It is a fascinating book, not just for the gender politics but also for the enormity of the project; Linear B, first discovered at Knossos in Crete, was an unknown script encoding an unidentified language. The intuitive leaps and careful calculations Kober and others made -- that it was a syllabic script with some ideograms, that the language was inflected (very hard to write in a syllabary), that the language was Greek (an idea almost everyone resisted) -- are impressive, to say the least.

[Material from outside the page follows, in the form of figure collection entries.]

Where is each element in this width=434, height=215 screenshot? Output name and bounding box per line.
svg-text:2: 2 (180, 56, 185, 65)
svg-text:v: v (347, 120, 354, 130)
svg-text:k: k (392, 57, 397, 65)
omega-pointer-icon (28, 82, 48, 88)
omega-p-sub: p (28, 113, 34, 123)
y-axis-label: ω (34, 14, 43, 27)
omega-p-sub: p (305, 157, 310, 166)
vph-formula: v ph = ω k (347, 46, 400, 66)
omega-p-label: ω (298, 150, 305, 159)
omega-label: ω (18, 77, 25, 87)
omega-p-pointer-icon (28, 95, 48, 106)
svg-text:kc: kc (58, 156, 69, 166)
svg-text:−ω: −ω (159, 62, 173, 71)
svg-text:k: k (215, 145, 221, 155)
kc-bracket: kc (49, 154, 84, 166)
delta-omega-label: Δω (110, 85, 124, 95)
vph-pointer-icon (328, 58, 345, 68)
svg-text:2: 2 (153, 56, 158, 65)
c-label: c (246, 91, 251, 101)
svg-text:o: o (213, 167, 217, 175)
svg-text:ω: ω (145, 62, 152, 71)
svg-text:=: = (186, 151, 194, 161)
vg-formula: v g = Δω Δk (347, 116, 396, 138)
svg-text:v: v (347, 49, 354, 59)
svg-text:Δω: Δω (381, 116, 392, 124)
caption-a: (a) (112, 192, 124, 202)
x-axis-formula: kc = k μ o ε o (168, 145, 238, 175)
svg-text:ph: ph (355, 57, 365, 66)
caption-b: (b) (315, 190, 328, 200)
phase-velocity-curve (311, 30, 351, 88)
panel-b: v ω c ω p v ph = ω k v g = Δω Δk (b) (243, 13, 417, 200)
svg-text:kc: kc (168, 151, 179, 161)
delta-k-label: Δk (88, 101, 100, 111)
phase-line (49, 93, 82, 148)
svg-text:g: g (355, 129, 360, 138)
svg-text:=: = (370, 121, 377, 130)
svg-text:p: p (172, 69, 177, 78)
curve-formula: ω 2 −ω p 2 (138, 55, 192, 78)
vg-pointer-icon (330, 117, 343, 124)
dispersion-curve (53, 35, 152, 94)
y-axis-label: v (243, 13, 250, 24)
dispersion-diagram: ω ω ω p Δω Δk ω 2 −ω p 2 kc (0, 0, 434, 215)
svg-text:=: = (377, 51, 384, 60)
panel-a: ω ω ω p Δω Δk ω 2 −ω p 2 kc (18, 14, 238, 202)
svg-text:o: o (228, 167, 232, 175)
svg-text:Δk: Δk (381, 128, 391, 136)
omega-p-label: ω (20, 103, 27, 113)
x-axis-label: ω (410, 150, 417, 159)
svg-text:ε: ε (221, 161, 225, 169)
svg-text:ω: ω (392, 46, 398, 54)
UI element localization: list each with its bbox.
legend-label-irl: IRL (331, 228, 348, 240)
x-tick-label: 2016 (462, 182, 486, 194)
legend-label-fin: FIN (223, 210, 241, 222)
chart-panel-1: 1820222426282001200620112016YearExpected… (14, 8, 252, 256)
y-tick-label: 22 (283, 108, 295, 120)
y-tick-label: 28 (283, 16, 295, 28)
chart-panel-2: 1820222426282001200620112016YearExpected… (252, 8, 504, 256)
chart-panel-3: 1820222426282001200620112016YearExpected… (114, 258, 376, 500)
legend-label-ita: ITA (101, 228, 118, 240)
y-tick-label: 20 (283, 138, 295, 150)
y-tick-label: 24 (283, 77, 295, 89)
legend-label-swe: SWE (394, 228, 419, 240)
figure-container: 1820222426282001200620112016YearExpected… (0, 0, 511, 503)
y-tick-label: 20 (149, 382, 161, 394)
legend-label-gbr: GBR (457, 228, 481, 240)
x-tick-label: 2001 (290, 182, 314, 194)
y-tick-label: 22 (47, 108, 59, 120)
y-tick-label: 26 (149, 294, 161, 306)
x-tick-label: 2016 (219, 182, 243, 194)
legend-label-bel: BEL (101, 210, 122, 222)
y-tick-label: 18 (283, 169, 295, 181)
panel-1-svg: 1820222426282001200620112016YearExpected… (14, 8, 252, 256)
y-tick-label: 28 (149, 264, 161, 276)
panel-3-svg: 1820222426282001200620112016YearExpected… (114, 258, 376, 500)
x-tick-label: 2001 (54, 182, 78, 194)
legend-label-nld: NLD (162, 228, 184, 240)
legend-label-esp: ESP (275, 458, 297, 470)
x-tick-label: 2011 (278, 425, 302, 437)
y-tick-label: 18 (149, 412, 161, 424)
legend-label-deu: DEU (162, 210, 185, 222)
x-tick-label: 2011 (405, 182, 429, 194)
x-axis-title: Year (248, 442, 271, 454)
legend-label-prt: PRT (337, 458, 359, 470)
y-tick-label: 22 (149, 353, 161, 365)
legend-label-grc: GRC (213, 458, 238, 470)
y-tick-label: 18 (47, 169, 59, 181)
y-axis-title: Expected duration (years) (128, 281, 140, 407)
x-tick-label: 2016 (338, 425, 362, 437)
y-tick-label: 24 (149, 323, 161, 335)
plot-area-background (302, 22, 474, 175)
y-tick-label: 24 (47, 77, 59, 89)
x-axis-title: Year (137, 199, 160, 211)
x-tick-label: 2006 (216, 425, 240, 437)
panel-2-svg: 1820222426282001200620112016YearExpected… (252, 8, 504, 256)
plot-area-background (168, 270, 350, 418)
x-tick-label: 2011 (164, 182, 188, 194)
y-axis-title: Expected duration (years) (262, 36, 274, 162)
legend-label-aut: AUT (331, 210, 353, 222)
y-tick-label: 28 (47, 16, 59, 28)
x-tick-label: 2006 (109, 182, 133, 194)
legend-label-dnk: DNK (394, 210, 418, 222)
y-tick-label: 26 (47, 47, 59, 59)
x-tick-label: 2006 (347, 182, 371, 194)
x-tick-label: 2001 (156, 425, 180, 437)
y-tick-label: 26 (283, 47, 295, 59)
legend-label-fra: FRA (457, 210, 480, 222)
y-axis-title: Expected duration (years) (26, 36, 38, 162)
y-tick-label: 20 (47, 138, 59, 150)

Linear A, on the other hand, is an unknown script encoding an unknown language. The two scripts are related, as it is most likely that the Myceneans took the script of the Cretans and adapted it for their own language, but because we have no idea what language the Minoan civilization used, any attempts to decipher Linear A have stalled. And then there are the Cretan heiroglyphs, yet another undeciphered script. A little research into these two writing systems (fascinating!) led me to the Phaistos Disc, a clay disk with apparently Cretan heiroglyphs that were actually typeset over 3000 years before Gutenberg. There are all sorts of wacky theories about it, but it most likely relates to Linear A and the Minoan language.
And what do you know, I have a tiny replica of the Phaistos Disc in the form of a pewter pendant that I picked up ages ago! So a necklace had to be made:
At first I planned on using glazed ceramic beads in colors similar to those in Minoan art, but the plain clay beads went so nicely with the leather cord I stuck with them; I have so little neutral-colored jewelry anyway.